Duverger's Law holds that plurality elections will give you two parties. Washington uses a top-two primary system which means our insurance commissioner, who has held the office since 2001, is running against this guy. (He's 36) Note that the dude who channels the ghost of Nixon won a slot in the top two because he's Republican. The Libertarian guy was actually more qualified but I mean... he's a Libertarian.
There were a couple of these in our election this year, but this entry definitely won the Weirdo Award. I can't even comprehend what he is offering... that he's going to abdicate his elected role and divest the decision making power to a group of 168 college students? And why 168? And... oh never mind.
Back when the way you swapped samples for your sampler was mailing CDRs across the country, I ended up befriending a dude about 15 miles away. He loved k-pop back before BTS was born. Interesting guy. Anyway I'm leafing through the voter guide and there he is, the libertarian candidate for lieutenant governor. So I call him up despite the fact that it was 10:30 at night. "Dude - you're running for lieutenant governor?" (yawns) "Uhm... I think so?" "No dude you're right here in the voter guide." "Oh yeah. yeah, I am." "As a libertarian?" "Yeah dude I go to their meetings. Someone's gotta run for everything. We draw straws." "You drew the short straw so now you're the libertarian candidate for lieutenant governor?" "Yeah!" "Uhm... okay. So why should I vote for you?" "'cuz we're buddies!" "Yeah but do you have like, policies in mind or anything?" "Well we're against big government." "...gotcha. Lemme think about it." He was not elected lieutenant governor.
Yeah I think you'd need a transition period. It's still a winner-take-all election, so people will generally split along the two party lines. Multi-member districts with rank-choice voting (at least in theory) break the winner-take-all approach. That dude is awesome though. I might vote for him anyway, since he has many of the powers of Jefferson.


Task to carry out: Below are records with pictures in them. Output exactly the lines from the one with "Enumerate this screenshot's" through the one with "Decode this image", both included, and leave every picture out; give only those lines.

[Figure dataset records]
--- START ---

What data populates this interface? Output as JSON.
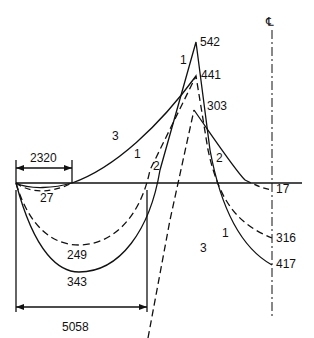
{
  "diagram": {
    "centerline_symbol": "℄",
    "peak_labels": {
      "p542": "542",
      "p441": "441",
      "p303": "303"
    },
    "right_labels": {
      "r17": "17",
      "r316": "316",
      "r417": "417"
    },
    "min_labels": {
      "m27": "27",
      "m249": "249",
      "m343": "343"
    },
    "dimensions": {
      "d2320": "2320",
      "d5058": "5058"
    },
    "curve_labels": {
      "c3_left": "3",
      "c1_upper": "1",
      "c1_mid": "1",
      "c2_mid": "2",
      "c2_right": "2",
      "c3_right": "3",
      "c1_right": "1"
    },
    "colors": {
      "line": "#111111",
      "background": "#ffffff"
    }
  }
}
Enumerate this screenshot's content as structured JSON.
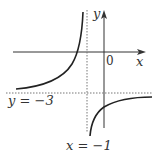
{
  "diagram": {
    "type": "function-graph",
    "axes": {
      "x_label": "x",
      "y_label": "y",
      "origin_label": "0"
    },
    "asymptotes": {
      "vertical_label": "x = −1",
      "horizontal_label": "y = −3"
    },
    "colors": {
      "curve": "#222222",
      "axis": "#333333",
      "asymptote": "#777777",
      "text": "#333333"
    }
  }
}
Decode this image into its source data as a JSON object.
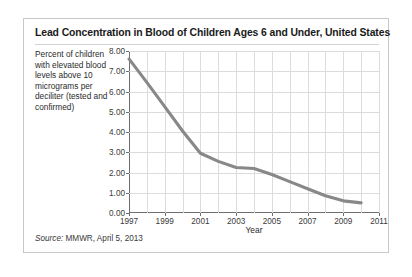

--- END ---
--- START ---

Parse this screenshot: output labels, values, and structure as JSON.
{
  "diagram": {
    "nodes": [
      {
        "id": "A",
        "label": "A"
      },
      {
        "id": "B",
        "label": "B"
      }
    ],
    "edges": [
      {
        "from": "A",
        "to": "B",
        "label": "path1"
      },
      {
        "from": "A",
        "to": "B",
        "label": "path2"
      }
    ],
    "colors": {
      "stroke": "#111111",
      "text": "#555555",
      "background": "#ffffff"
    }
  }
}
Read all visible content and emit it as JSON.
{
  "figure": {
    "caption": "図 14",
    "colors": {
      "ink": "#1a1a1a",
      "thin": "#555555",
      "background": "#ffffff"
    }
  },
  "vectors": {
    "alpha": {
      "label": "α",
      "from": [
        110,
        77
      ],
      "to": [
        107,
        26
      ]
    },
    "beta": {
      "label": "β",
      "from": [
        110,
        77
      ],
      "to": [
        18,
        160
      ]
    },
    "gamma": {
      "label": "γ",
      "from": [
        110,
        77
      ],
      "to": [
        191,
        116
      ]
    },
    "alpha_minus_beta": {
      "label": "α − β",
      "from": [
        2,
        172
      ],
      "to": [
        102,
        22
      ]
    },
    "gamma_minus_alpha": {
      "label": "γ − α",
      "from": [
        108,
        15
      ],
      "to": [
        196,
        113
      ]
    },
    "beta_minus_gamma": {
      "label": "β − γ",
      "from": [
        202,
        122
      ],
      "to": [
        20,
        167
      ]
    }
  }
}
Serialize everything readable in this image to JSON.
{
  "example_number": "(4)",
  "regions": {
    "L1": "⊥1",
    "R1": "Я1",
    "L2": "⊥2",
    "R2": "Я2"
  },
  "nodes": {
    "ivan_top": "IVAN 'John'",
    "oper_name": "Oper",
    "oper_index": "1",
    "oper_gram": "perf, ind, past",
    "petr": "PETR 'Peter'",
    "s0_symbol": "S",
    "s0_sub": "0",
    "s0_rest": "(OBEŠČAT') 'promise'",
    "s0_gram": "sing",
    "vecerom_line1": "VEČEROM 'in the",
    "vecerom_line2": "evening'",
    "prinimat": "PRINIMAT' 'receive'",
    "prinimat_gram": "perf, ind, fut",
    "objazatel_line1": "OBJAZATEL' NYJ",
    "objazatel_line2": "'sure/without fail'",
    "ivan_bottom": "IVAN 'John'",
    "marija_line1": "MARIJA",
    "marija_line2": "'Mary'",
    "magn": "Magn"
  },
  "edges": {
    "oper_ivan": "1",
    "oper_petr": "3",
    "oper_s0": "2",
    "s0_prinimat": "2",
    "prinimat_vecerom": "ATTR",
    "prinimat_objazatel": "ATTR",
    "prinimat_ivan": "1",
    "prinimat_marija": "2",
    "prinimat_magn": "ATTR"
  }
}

--- END ---

Written answer:
Enumerate this screenshot's content as structured JSON.
{
  "diagram": {
    "type": "function-graph",
    "axes": {
      "x_label": "x",
      "y_label": "y",
      "origin_label": "0"
    },
    "asymptotes": {
      "vertical_label": "x = −1",
      "horizontal_label": "y = −3"
    },
    "colors": {
      "curve": "#222222",
      "axis": "#333333",
      "asymptote": "#777777",
      "text": "#333333"
    }
  }
}
Decode this image into its source data as a JSON object.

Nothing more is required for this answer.